Today
Chapter 80
“Matthews and I sat under that big oak tree, right over there. At the time it was right next to the IMPEACH EARL WARREN sign that he had put up on old telephone poles. The top of that sign was almost as high as the third-story roofline of Cottoncrest.
“He had poured some bourbon for both of us, although he was on his third glass while I was still working on my first. I was taking notes as fast as I could.
“‘Tell me, if you don’t mind,’ I asked, to keep him talking, ‘how it was you acquired Cottoncrest. So many of these old plantation homes have been lost. Some have burned, some have sloughed off into the Mississippi River as it changed course, and others have been lost when the original owners simply abandoned them as being too expensive to keep up. And yet you managed to purchase this place in the midst of the Depression.’
“‘It was a real coup,’ he said. ‘Old Widow Brady had let this place run right down into the ground. Boll weevil had got the cotton crop. Sharecroppers had taken off; they couldn’t even raise enough to feed themselves. Widow Brady’s kids had all left for Baton Rouge and New Orleans to find work, but there wasn’t much of it, and what little they could scrape together to send home to her wasn’t enough to even pay the taxes on the plantation. She was about to lose everything to the tax sale. So, I just offered her a thousand for the entire thing. Hell, she cried something awful. But I didn’t care. Served her right.’
“‘A thousand dollars for all of Cottoncrest? That was a remarkable deal.’ I said.
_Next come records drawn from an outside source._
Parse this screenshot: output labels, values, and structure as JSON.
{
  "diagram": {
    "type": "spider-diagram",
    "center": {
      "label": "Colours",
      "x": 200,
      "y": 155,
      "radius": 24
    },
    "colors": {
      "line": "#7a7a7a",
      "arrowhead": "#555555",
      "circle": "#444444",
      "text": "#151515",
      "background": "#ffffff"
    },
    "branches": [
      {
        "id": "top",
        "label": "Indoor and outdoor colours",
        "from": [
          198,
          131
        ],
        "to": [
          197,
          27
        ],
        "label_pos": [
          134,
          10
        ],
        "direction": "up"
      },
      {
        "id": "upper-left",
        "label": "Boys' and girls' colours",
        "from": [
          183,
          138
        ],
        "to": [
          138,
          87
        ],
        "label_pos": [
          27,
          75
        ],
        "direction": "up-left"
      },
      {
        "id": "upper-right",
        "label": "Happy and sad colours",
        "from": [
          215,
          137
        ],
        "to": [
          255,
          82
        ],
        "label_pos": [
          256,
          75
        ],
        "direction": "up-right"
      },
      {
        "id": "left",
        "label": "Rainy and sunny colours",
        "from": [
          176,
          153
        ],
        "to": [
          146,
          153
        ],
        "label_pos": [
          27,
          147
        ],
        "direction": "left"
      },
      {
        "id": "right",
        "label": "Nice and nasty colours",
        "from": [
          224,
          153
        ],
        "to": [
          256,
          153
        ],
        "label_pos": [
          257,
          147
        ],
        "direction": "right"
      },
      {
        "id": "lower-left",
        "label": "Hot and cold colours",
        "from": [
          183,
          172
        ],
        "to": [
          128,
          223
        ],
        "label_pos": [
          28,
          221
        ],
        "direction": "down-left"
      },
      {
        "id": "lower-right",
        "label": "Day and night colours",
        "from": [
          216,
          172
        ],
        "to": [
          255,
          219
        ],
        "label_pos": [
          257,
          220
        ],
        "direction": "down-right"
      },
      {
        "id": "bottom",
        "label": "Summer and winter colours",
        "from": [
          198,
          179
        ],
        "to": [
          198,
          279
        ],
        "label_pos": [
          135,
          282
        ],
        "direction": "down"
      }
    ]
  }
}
“I ignored what he said about Mrs. Brady crying. He seemed to be proud that she did, and I wasn’t about to do anything to antagonize him. All I wanted to do at this point was to encourage him. People like nothing better than to talk about themselves, especially to someone who listens to them with interest. Nothing is more interesting to someone than his own life story.
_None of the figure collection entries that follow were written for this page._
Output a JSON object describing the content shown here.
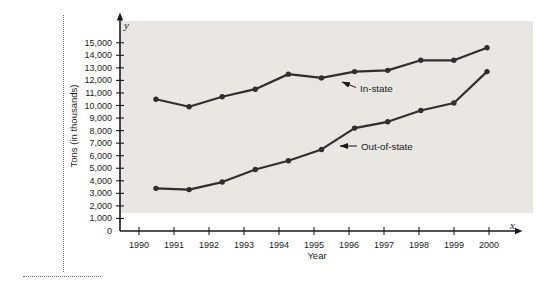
{
  "figure": {
    "axis_symbol_y": "y",
    "axis_symbol_x": "x"
  },
  "colors": {
    "plot_background": "#e8e7e4",
    "line": "#2f2f2f",
    "axis": "#1a1a1a",
    "text": "#1a1a1a"
  },
  "chart_data": {
    "type": "line",
    "title": "",
    "xlabel": "Year",
    "ylabel": "Tons (in thousands)",
    "x": [
      1990,
      1991,
      1992,
      1993,
      1994,
      1995,
      1996,
      1997,
      1998,
      1999,
      2000
    ],
    "series": [
      {
        "name": "In-state",
        "values": [
          10500,
          9900,
          10700,
          11300,
          12500,
          12200,
          12700,
          12800,
          13600,
          13600,
          14600
        ]
      },
      {
        "name": "Out-of-state",
        "values": [
          3400,
          3300,
          3900,
          4900,
          5600,
          6500,
          8200,
          8700,
          9600,
          10200,
          12700
        ]
      }
    ],
    "ylim": [
      0,
      15000
    ],
    "ytick_step": 1000,
    "ytick_labels": [
      "0",
      "1,000",
      "2,000",
      "3,000",
      "4,000",
      "5,000",
      "6,000",
      "7,000",
      "8,000",
      "9,000",
      "10,000",
      "11,000",
      "12,000",
      "13,000",
      "14,000",
      "15,000"
    ],
    "grid": false,
    "legend": "inline-annotations",
    "annotations": [
      {
        "text": "In-state",
        "points_to": "upper line"
      },
      {
        "text": "Out-of-state",
        "points_to": "lower line"
      }
    ]
  }
}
“‘Ain’t nothin’ remarkable about it,’ he told me, after taking another sip of bourbon. ‘Had to scrape together every dime I could. Had to put a mortgage on my house and my business—couldn’t sell my house in those days, what with the Depression and all. The 1930s were a rough time, a very rough time. Sylvia, my wife, thought I was crazy. Here I was, in my midforties, and I was taking on so much debt she thought that we’d lose the little we had built up, and with two young boys and all, not even eight yet—she worried ’bout those twins. But I told her, ‘Sylvia, I’ve been waiting for this all my life.’
“‘My Daddy had told me time and time again that the only man he hated more than niggers was Widow Brady’s husband. Tee Ray.
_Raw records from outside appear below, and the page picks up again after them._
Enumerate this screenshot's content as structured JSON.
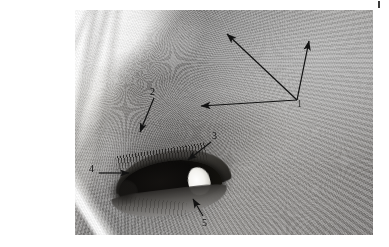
{
  "figure": {
    "type": "annotated-photograph",
    "rendering": "black-and-white photograph",
    "canvas": {
      "width": 389,
      "height": 247,
      "background": "#ffffff"
    },
    "plate": {
      "x": 75,
      "y": 10,
      "width": 298,
      "height": 225
    },
    "corner_mark": {
      "name": "registration-tick",
      "x": 378,
      "y": 1,
      "width": 2,
      "height": 7,
      "color": "#3a3a3a"
    }
  },
  "palette": {
    "ink": "#121212",
    "paper": "#ffffff",
    "midtone": "#8e8e8e",
    "highlight": "#ffffff",
    "shadow": "#0b0a09"
  },
  "annotations": {
    "leader_color": "#121212",
    "items": [
      {
        "id": "callout-1",
        "label": "1",
        "label_x": 299,
        "label_y": 104,
        "hub": {
          "x": 297,
          "y": 100
        },
        "arrow_count": 3,
        "arrow_tips": [
          {
            "x": 225,
            "y": 32
          },
          {
            "x": 310,
            "y": 38
          },
          {
            "x": 198,
            "y": 106
          }
        ]
      },
      {
        "id": "callout-2",
        "label": "2",
        "label_x": 152,
        "label_y": 92,
        "tail": {
          "x": 154,
          "y": 98
        },
        "tip": {
          "x": 139,
          "y": 134
        },
        "arrow_count": 1
      },
      {
        "id": "callout-3",
        "label": "3",
        "label_x": 214,
        "label_y": 136,
        "tail": {
          "x": 211,
          "y": 142
        },
        "tip": {
          "x": 186,
          "y": 161
        },
        "arrow_count": 1
      },
      {
        "id": "callout-4",
        "label": "4",
        "label_x": 91,
        "label_y": 169,
        "tail": {
          "x": 99,
          "y": 173
        },
        "tip": {
          "x": 131,
          "y": 173
        },
        "arrow_count": 1
      },
      {
        "id": "callout-5",
        "label": "5",
        "label_x": 204,
        "label_y": 223,
        "tail": {
          "x": 203,
          "y": 216
        },
        "tip": {
          "x": 191,
          "y": 197
        },
        "arrow_count": 1
      }
    ]
  }
}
“‘So, you see, I was doing this for my dead Daddy.’ ”
1893
Chapter 81
“They’re both safe, Mr. Jake. Rebecca and the Colonel Judge’s children will grow up separated. The boy and the girl won’t know who their real parents were. Won’t even know they were one of two. But the twins will be alive, and that’s the most important thing.”
“You’ve accomplished a miracle, Jenny. When Rebecca began to show, she stopped going out. The Colonel Judge didn’t want to tell anyone until they were born. He had to be sure they didn’t die in childbirth, that they were born alive and could survive and inherit Cotton-crest. And yet, once they were born…”
“I know, Mr. Jake. He never recovered, did he? Just withdrew more and more into himself. I sometimes think he aged more in the six months after the twins were born than he had aged in the last ten years. When I got to Cottoncrest, the Colonel Judge and Rebecca were so happy. He was like a young man again. And after the twins were born, whatever was young in him dropped away, never to return.”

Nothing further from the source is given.